Urban natures
Bryan Joel Mariano, The Philippines
Plants will continue to thrive, but only if we let them. They resist and adapt because of external forces, including those that are exerted by humans. City life attests to constant renegotiations of ecological relationships. Depending on where and how we look at it — a bird’s or worm’s eye view, on a facade of brutalist architecture or through a glass wall, closer or farther — there will always be a connection through the art of noticing, where we will come to realize the multifarious ways that boundaries, rather than being discrete lines, become porous and transversal. In the time of the pandemic, we can learn from nature in cities as they continue to thrive and reclaim themselves. We can reflect on the forces that we humans exert to assert our desires to be in place.

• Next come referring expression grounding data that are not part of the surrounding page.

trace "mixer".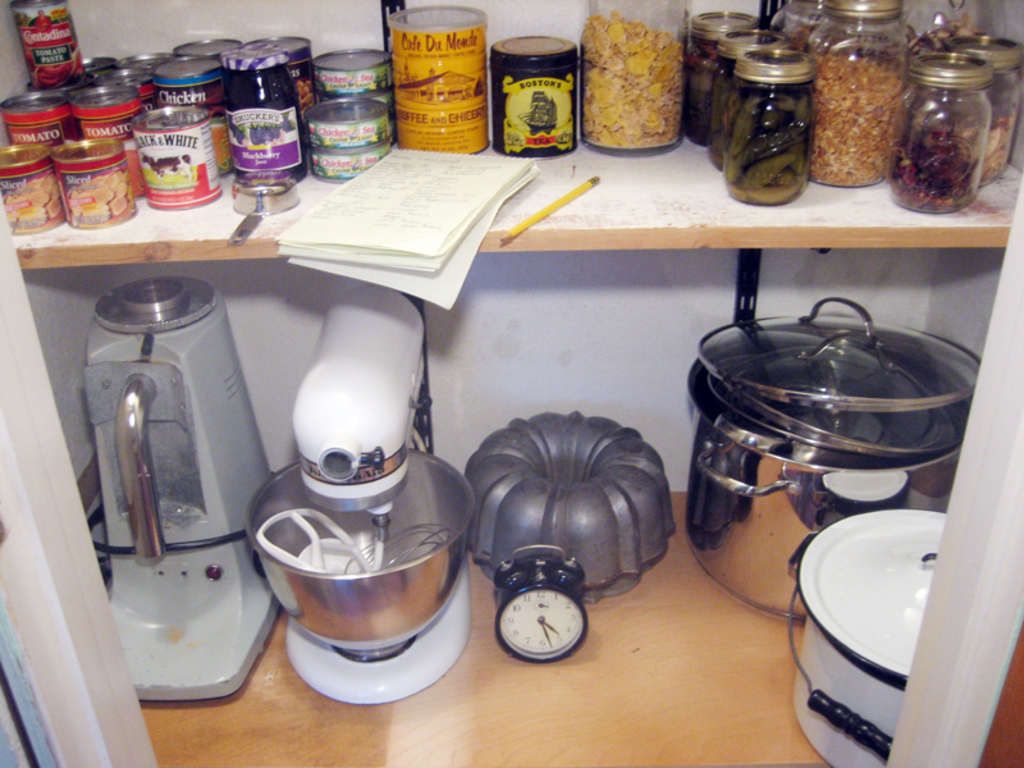
Traced to bbox=(78, 274, 287, 705).
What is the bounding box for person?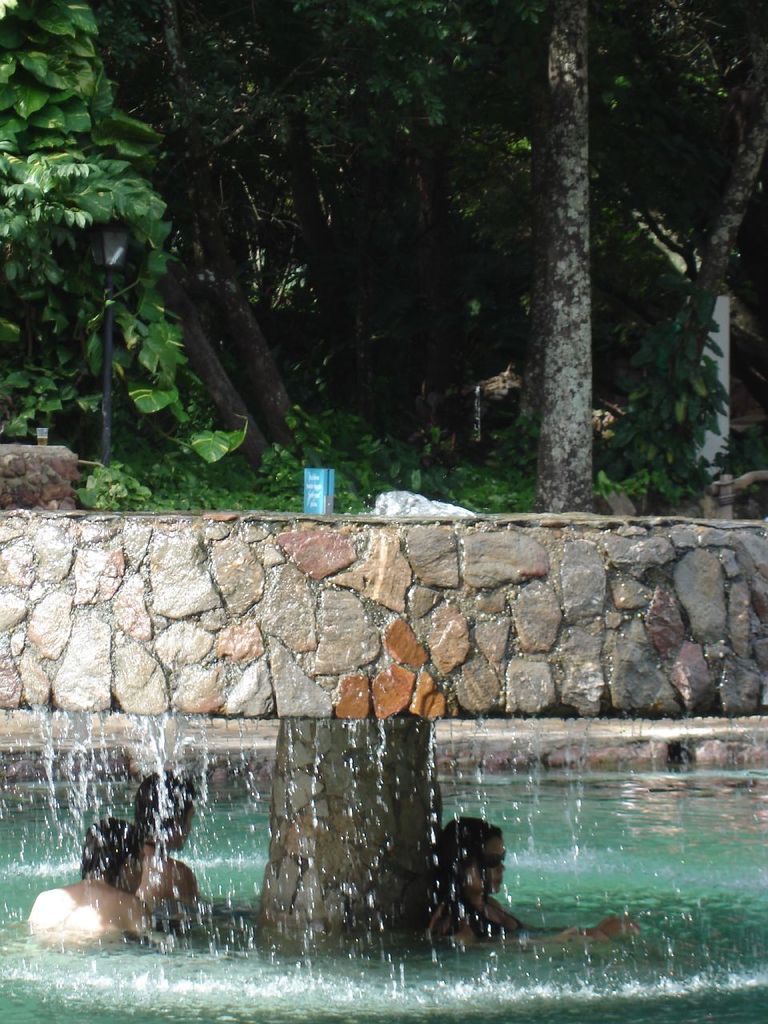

As Italo Calvino writes, “cities, like dreams, are made of desires and fears, even if the thread of their discourse is secret, their rules are absurd, their perspectives deceitful, and everything conceals something else”. The collective desires and fears, both of humans and plants, are manifested in this series of diptychs. Urban natures intends to capture a representation of different meshworks of everyday life and the relentless desire of thriving in times of crisis.
Bryan Joel Mariano is the Knowledge Management Specialist of Forest Foundation Philippines. He holds a Bachelor of Science degree in Development Communication from University of the Philippines Los Baños. His interest in knowledge co-production, nature-culture relations, and more-than-human discourse was largely shaped by taking a Master of Science in Geography at the University of the Philippines Diliman and through his work at the Foundation. Currently, he is pursuing a Master of Communication of Science and Innovation at the University of Trento, Italy.